Our Funding Demands: (Feel free to choose 1 or 2 as good talking points!)

1. Redirect at least 65% (or $32 Million) of AB109 Realignment funds to community based reentry programs that serve at least 2,000 people per year and prevention services, outside of the Sheriff or Probation Departments. Community-based mental health out-patient treatment services outside of a jail/law-enforcement setting should be prioritized. An audit of counties’ use of past AB109 funding stated “weak oversight” led to ineffective spending of funds. Additionally, ensure that a detailed breakdown of AB109 allocations is publicly reported.

2. Utilize at least 30% (or $90 Million) of the American Rescue Plan Act to:

    1. Perform a post-Covid gaps analysis with a racial and neighborhood equity lens to advance supports for community based mental health, substance use treatment, jobs training, housing, violence prevention and restorative justice programs

    2. Fund community-based infrastructure to fill the identified gaps in what our community needs informed by a participatory budgeting approach.

    3. Plan to leverage State funding for mental health infrastructure and Homekey housing, and allocate local match funding as needed

    4. Invest in expansion of County capacity needed to take full advantage of newly funded Medi-Cal benefits, including housing supports, under CalAIM, particularly for people who are exiting incarceration, people with mental illness, and people experiencing homelessness.

    5. Swiftly administer funds to the most impacted residents and families who are in need of immediate and long-overdue direct cash assistance.
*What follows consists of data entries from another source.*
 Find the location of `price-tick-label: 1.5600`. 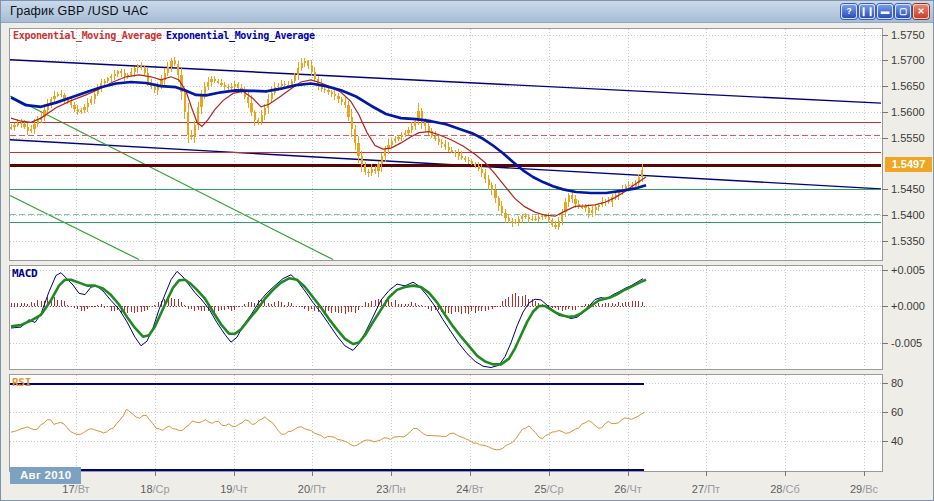

price-tick-label: 1.5600 is located at coordinates (908, 112).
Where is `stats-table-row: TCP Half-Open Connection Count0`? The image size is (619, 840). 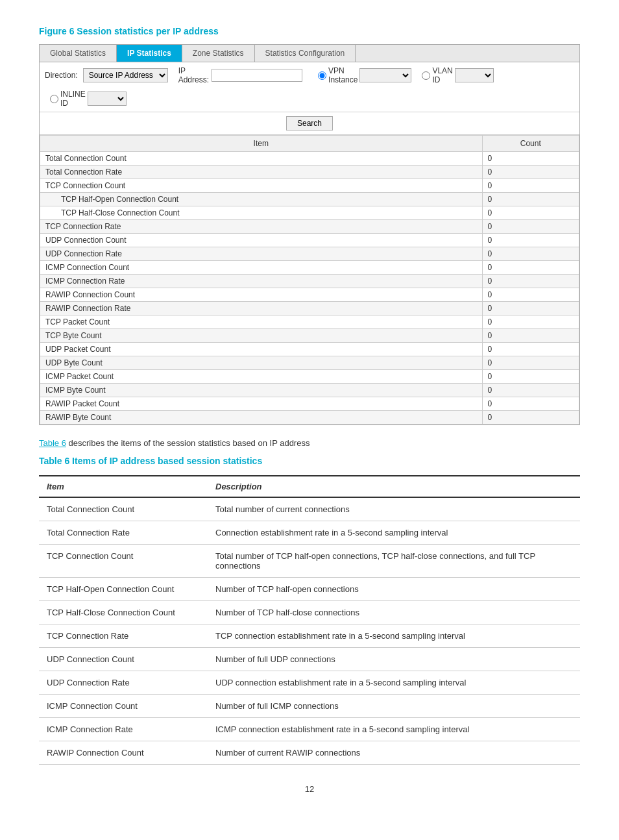
stats-table-row: TCP Half-Open Connection Count0 is located at coordinates (310, 200).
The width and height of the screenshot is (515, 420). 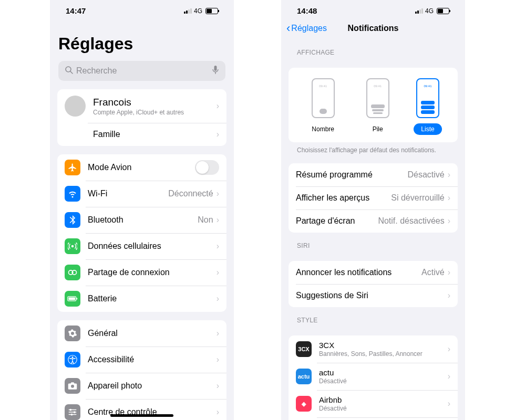 What do you see at coordinates (309, 28) in the screenshot?
I see `back-label: Réglages` at bounding box center [309, 28].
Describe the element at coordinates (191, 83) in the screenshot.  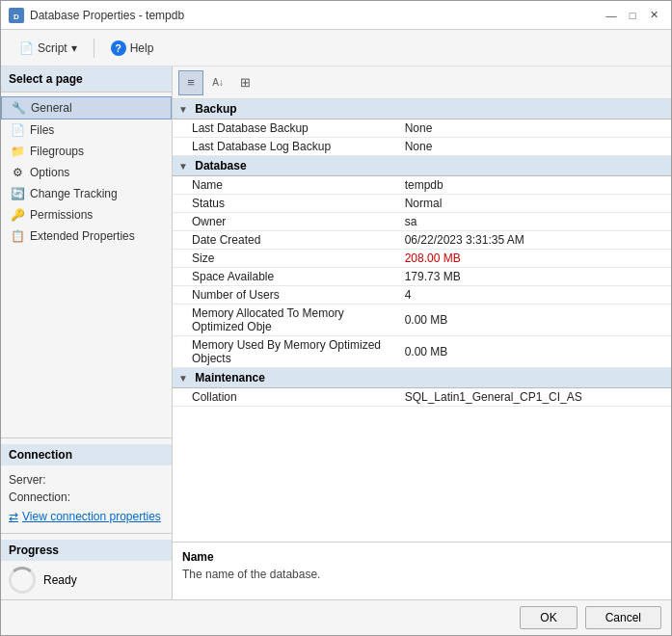
I see `categorized-button: ≡` at that location.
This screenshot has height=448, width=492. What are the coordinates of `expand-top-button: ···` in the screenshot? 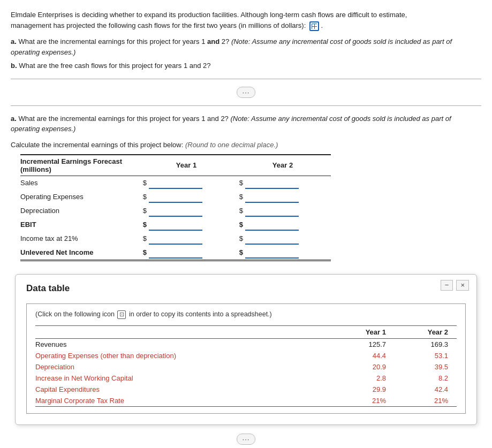 It's located at (246, 92).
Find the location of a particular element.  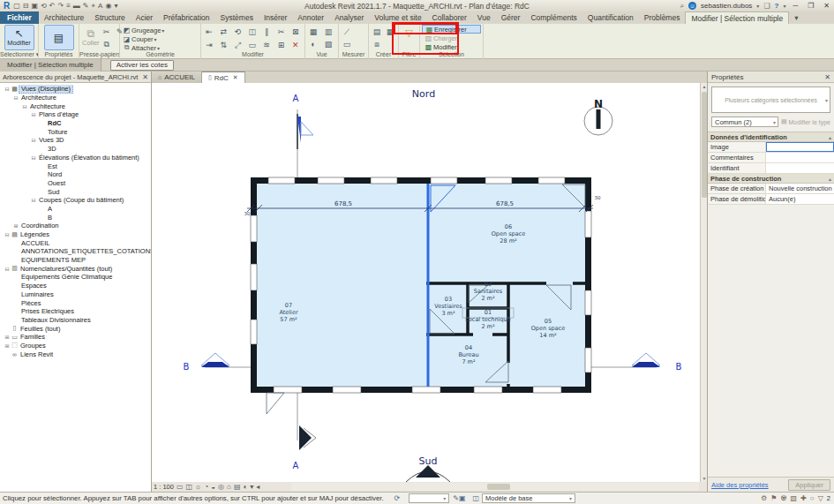

user-dropdown-icon: ▾ is located at coordinates (757, 5).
Data shows that supporting residents in meeting basic human needs helps prevent unnecessary arrests and jail bookings.

3. Redirect at least $15 Million from the General Fund for a 24/7, permanent, Alternatives to 911 program for mental health and homelessness from the existing Sheriff’s Department Budget

4. Strengthen the analytical capacity of the Public Health Department through General Fund:

The most effective county governments have invested in and continue to grow their analytical capacity to ensure smart governance (Live Well San Diego, Get Healthy San Mateo, SF’s Program on Health and Equity and Sustainability, LA’s PLACE program, etc.) They have strong cross-sector assessment and evaluation teams that look at health, neighborhoods/place, and increasingly the impacts of over-criminalization; why does zip code drive how long a child will live and what can the county do to improve conditions? What zip codes over-represent the jail and probation department and why? The BOS should prioritize obtaining this data to inform how the county invests in some neighborhoods, at the expense of others. There is a glaring gap in the BOS interest in data for homeless services vs. data around the disproportionate impacts around arrests, incarceration, probation, etc.